Here is the blind piano tuner: “I never heard such an exquisite player…The real classical, you know.”

Simon Dedalus, modelled on Joyce’s own father, insists he was “only vamping” but this is how he conveys the air of Goodbye, Sweetheart, Goodbye: “Brightly the keys, all twinkling, linked, all harpsichording, called to a voice to sing the strain of dewy morn, of youth, of love’s leave-taking, life’s love’s morn.” When singing he has a “glorious” tone: “Could have made oceans of money.”

Contrast the Dedalus “sensitive hands” with the thumping of the piano keys by Ben Dollard, a big bass singer whose rendition of the “sorrow song” Croppy Boy will soon captivate the room: “He plumped him Dollard on the stool. His gouty paws plumped chords.” Moments later he is depicted “booming over bombarding chords” shook upon the keyboard.

A story is told of the unfortunate Professor Goodwin — an elderly player who had been accompanist to Molly Bloom in her singing career — making a discordant mess of a performance: “There was a slight difference of opinion between himself and Collard grand [piano].” He was a “crotchety old fellow” in the primary stage of drink, a treacherous condition when searching for the right note.

Then there is Fr Bob Cowley, a spoiled priest of shaky finances.

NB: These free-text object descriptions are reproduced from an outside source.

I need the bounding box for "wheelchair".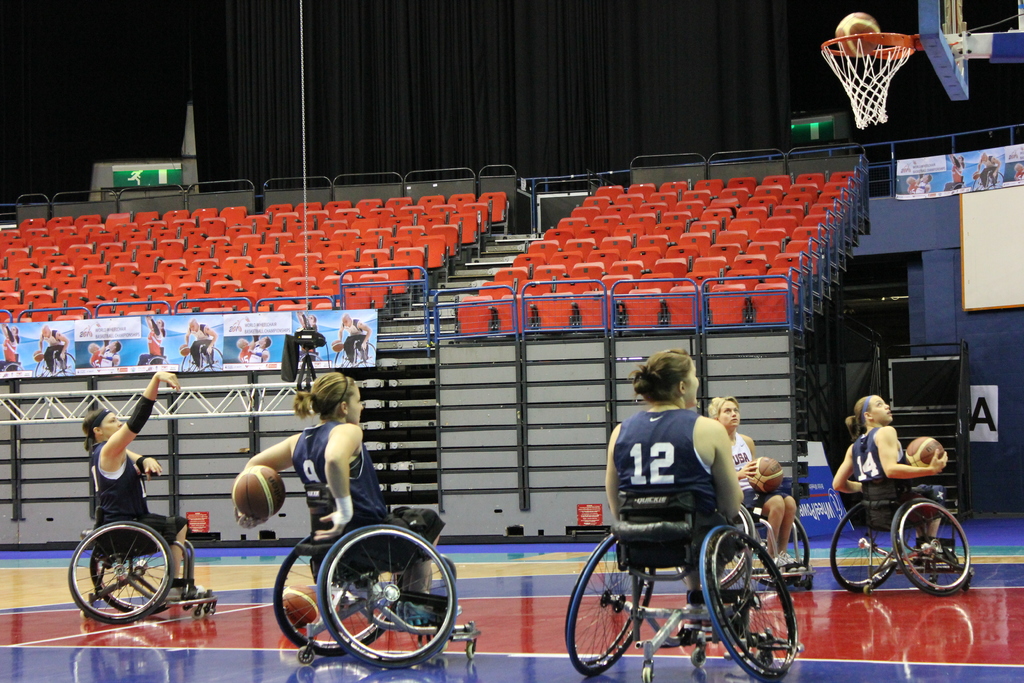
Here it is: (x1=559, y1=533, x2=796, y2=682).
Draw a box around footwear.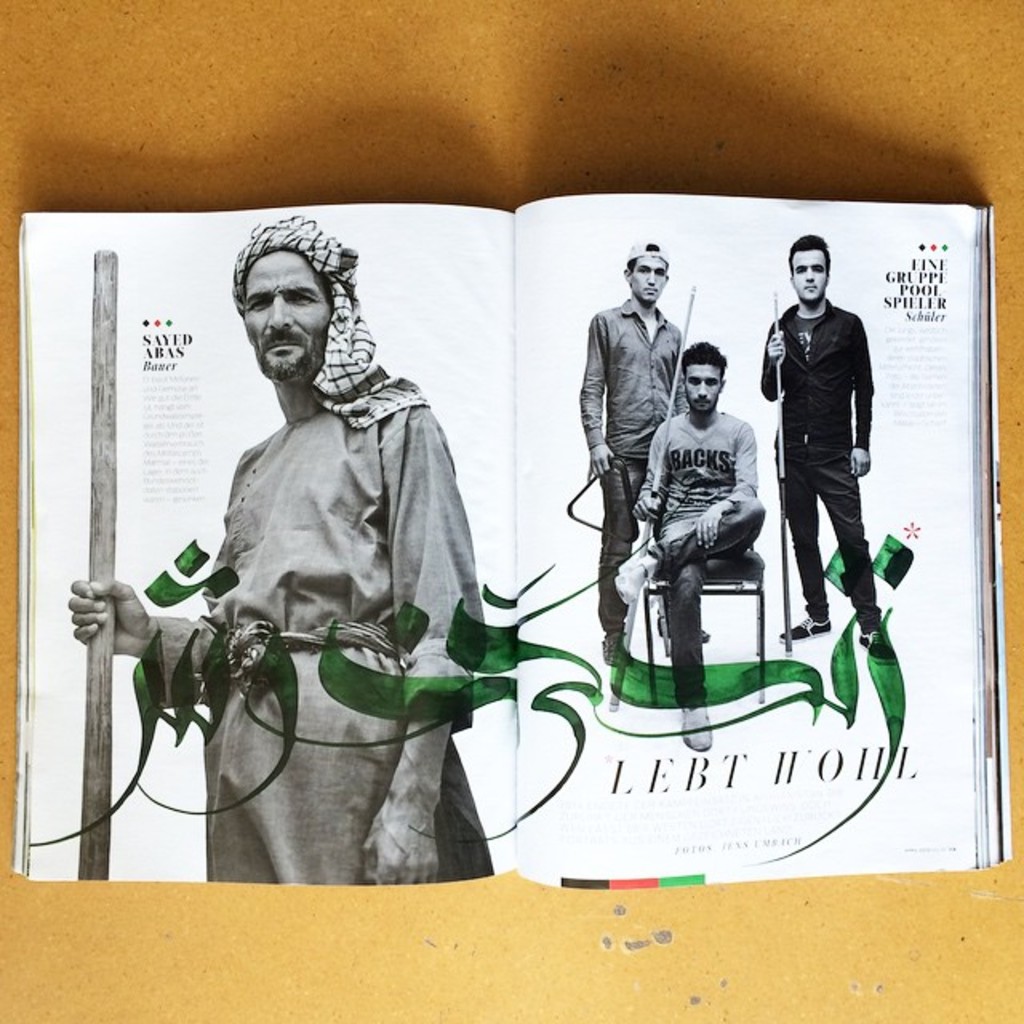
[left=685, top=702, right=717, bottom=755].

Perfectly at home among the afternoon drinkers, he has a “nice touch” on the obedient keys and “knows whatever note” to play. “Way he sits in to it, like one together, mutual understanding.”

Cowley is the man whose “outstretched tendons gripped the black deep sound chords”. He is described being in something of a reverie with the intensity of his music: “He stunts himself with it: kind of drunkenness”.

These are but snippets from a twilight world, although they do tell how a piano can come to life or grief depending on the player.

Many hands have played the old Pohlmann over the years, among them visiting fellows with perfect pitch and toddlers trying new directions in experimental jazz.

I recall a besuited tuner arriving one childhood day with shining leather satchel, looking for all the world like a surgeon on his way to carry out a complex procedure. Tea was made before he sat down to play, mesmerising us all. Every instrument needs a good run now and then, he said. Then he tuned her up and played again, only sweeter. “She’ll be fine now for another while.”